The Silence
The buyer fills the air. Whatever they say next is usually closer to their real position than anything they planned to say.
Silence after a number, an ask, or a difficult question creates social pressure that the talker — not the listener — feels. Most reps break their own silence and lose the negotiation. The discipline of waiting 7+ seconds is one of the most reliably high-ROI skills in sales.
The three hats
Silence after asking a substantive question to give the buyer real thinking room.
Silence after stating your price, knowing discomfort will pull a concession from the buyer.

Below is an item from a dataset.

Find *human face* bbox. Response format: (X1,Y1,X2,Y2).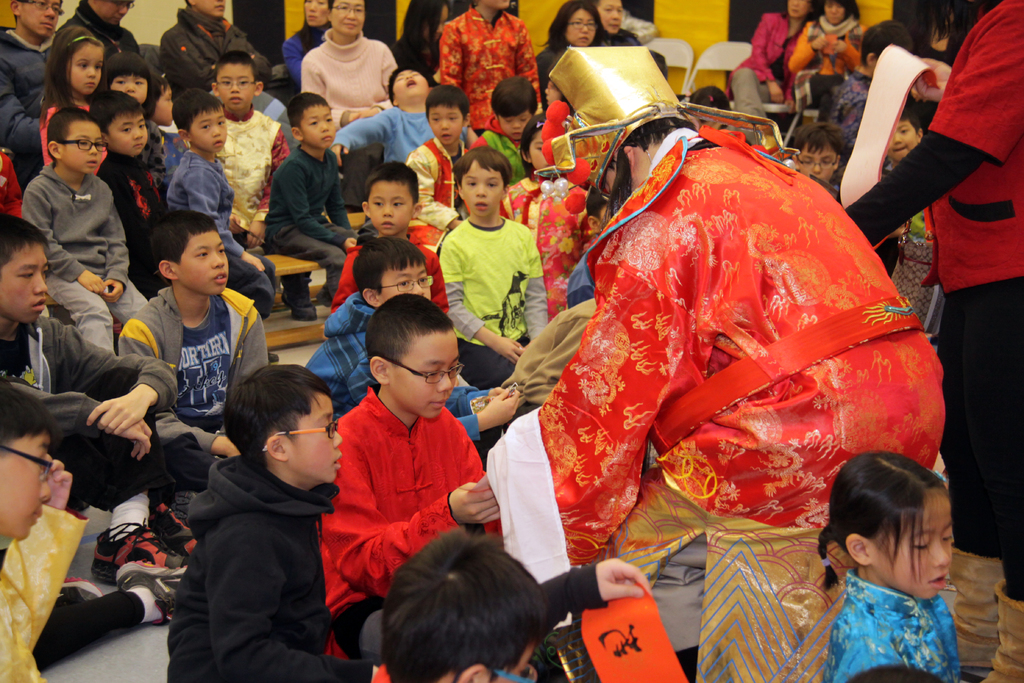
(109,110,147,155).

Weaponized silence — long, accusatory pauses designed to destabilize. Common in pressure closing rooms.
In the wild
- Chris Voss's 'late-night FM DJ voice' followed by silence.
- Gong: top closers' price-reveal segments contain 2.3x more silence than average reps'.

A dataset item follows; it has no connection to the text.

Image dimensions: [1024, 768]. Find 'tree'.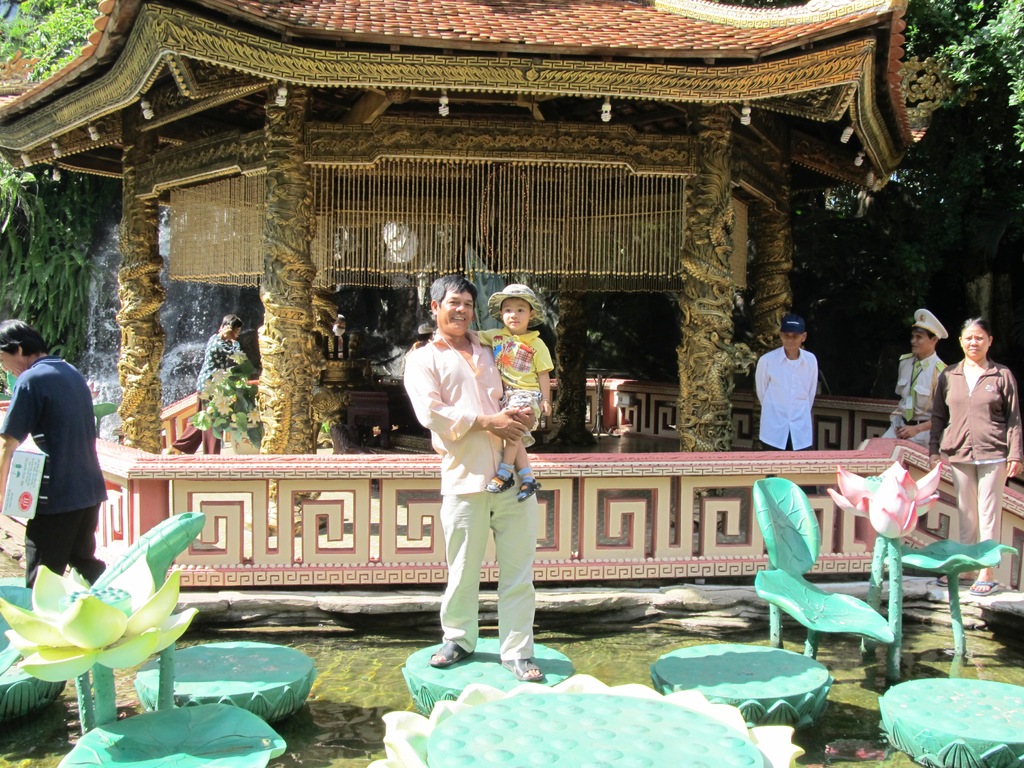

- Procurement training: 'after the vendor names a number, count to fifteen.'
Template
Ask the question. State the price. Make the ask. Then: stop talking. Count to ten silently. Wait.
Pricing conversations, asks for the meeting, hard discovery questions. Anytime you've done your job by speaking and now need them to do theirs.
On video where bad audio makes silence feel like a connection drop. Or with cultures where silence reads as anger, not space.
5-minute practice
From the High Caliber AI network — see the AI for Sales module in the AI Marketing Course.